The Southern HIV Impact Fund
Eight Years of Community-Led HIV Impact in the South
Since 2017, the Southern HIV Impact Fund has supported community-rooted organizations across the South as they advanced HIV prevention, care, advocacy, and long-term infrastructure in communities facing deep inequities and persistent barriers to care.
Over eight years, the Fund distributed more than $15.3 million through 274 grants to 105 organizations, expanding services, deepening partnerships, and reinforcing local leadership shaped by trust and lived experience.
About the Fund
The Southern HIV Impact Fund was created as a collaborative response to the disproportionate impact of HIV in the Southern United States. Grounded in the belief that local organizations are best positioned to lead change, the Fund invested in groups working across HIV services and the social determinants of health, with a strong focus on Black, Latinx, LGBTQ+.
Its reach spanned Alabama, Florida, Georgia, Louisiana, Mississippi, North Carolina, South Carolina, Tennessee, and Texas, while also supporting regional collaboration across state lines.
The Approach
Alongside grant funding, the Fund provided general operating support, technical assistance, leadership development, technology support, and partnership-building opportunities. People living with HIV helped shape priorities throughout. Together, these supports built grantee infrastructure, strengthened organizational resilience during crises, and kept grantees responsive to their communities, even as the policy and funding environment shifted.
Over eight years, the Fund supported a broad Southern HIV response that combined direct funding, community leadership, prevention and care services, civic engagement, and partnership building.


Problem requirements -> Produce a copy of every line in the records that holds the string "graph".

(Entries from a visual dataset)

○ ○ ○ ○ ○

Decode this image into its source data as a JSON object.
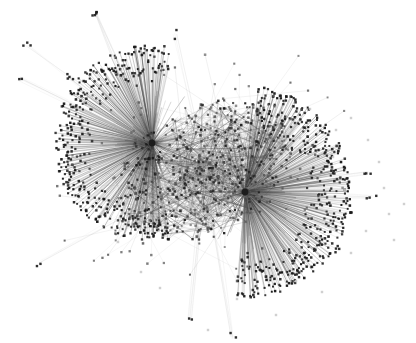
{
  "figure": {
    "name": "network-graph-visualization",
    "type": "force-directed-node-link-graph",
    "width": 416,
    "height": 343,
    "background_color": "#ffffff",
    "title": "",
    "caption": "",
    "axis_visible": false,
    "legend_visible": false,
    "labels_visible": false
  },
  "style": {
    "node_shape": "square",
    "node_color_core": "#1a1a1a",
    "node_color_mid": "#555555",
    "node_color_faint": "#c8c8c8",
    "edge_color_dark": "#3a3a3a",
    "edge_color_mid": "#8d8d8d",
    "edge_color_light": "#cfcfcf",
    "edge_width_min": 0.3,
    "edge_width_max": 0.75,
    "node_size_leaf": 1.9,
    "node_size_mid": 2.4,
    "node_size_hub": 3.4,
    "opacity_edge": 0.55
  },
  "chart_data": {
    "type": "scatter",
    "title": "",
    "xlabel": "",
    "ylabel": "",
    "xlim": [
      0,
      416
    ],
    "ylim": [
      0,
      343
    ],
    "grid": false,
    "legend_position": "none",
    "hubs": [
      {
        "id": "hub-a",
        "x": 152,
        "y": 143,
        "degree": 360,
        "fan_start_deg": 78,
        "fan_end_deg": 282,
        "fan_radius_min": 58,
        "fan_radius_max": 98
      },
      {
        "id": "hub-b",
        "x": 245,
        "y": 192,
        "degree": 400,
        "fan_start_deg": -84,
        "fan_end_deg": 96,
        "fan_radius_min": 58,
        "fan_radius_max": 106
      }
    ],
    "core": {
      "center_x": 205,
      "center_y": 170,
      "radius_x": 92,
      "radius_y": 66,
      "rotation_deg": -26,
      "node_count": 520,
      "edge_count": 900
    },
    "peripheral_clusters": [
      {
        "x": 26,
        "y": 44,
        "count": 3,
        "spoke_from": "hub-a"
      },
      {
        "x": 96,
        "y": 14,
        "count": 5,
        "spoke_from": "hub-a"
      },
      {
        "x": 20,
        "y": 78,
        "count": 2,
        "spoke_from": "hub-a"
      },
      {
        "x": 69,
        "y": 77,
        "count": 4,
        "spoke_from": "hub-a"
      },
      {
        "x": 175,
        "y": 35,
        "count": 2,
        "spoke_from": "core"
      },
      {
        "x": 38,
        "y": 264,
        "count": 2,
        "spoke_from": "core"
      },
      {
        "x": 190,
        "y": 320,
        "count": 2,
        "spoke_from": "core"
      },
      {
        "x": 232,
        "y": 338,
        "count": 2,
        "spoke_from": "core"
      },
      {
        "x": 300,
        "y": 273,
        "count": 3,
        "spoke_from": "hub-b"
      },
      {
        "x": 338,
        "y": 250,
        "count": 4,
        "spoke_from": "hub-b"
      },
      {
        "x": 368,
        "y": 173,
        "count": 3,
        "spoke_from": "hub-b"
      },
      {
        "x": 372,
        "y": 196,
        "count": 3,
        "spoke_from": "hub-b"
      },
      {
        "x": 352,
        "y": 213,
        "count": 3,
        "spoke_from": "hub-b"
      }
    ],
    "isolated_nodes": [
      {
        "x": 351,
        "y": 118
      },
      {
        "x": 368,
        "y": 140
      },
      {
        "x": 336,
        "y": 130
      },
      {
        "x": 333,
        "y": 157
      },
      {
        "x": 379,
        "y": 162
      },
      {
        "x": 300,
        "y": 138
      },
      {
        "x": 310,
        "y": 109
      },
      {
        "x": 389,
        "y": 214
      },
      {
        "x": 366,
        "y": 231
      },
      {
        "x": 394,
        "y": 240
      },
      {
        "x": 351,
        "y": 253
      },
      {
        "x": 322,
        "y": 292
      },
      {
        "x": 296,
        "y": 281
      },
      {
        "x": 276,
        "y": 315
      },
      {
        "x": 237,
        "y": 299
      },
      {
        "x": 141,
        "y": 272
      },
      {
        "x": 118,
        "y": 242
      },
      {
        "x": 160,
        "y": 288
      },
      {
        "x": 208,
        "y": 330
      },
      {
        "x": 263,
        "y": 262
      },
      {
        "x": 384,
        "y": 188
      },
      {
        "x": 404,
        "y": 204
      },
      {
        "x": 345,
        "y": 190
      },
      {
        "x": 318,
        "y": 226
      }
    ],
    "density_profile": {
      "white_margin_left_pct": 10,
      "white_margin_right_pct": 18,
      "white_margin_top_pct": 8,
      "white_margin_bottom_pct": 12,
      "darkest_regions": [
        "hub-a",
        "hub-b",
        "core"
      ]
    }
  }
}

○ ○ ○ ○ ○

Result ->
    "name": "network-graph-visualization",
    "type": "force-directed-node-link-graph",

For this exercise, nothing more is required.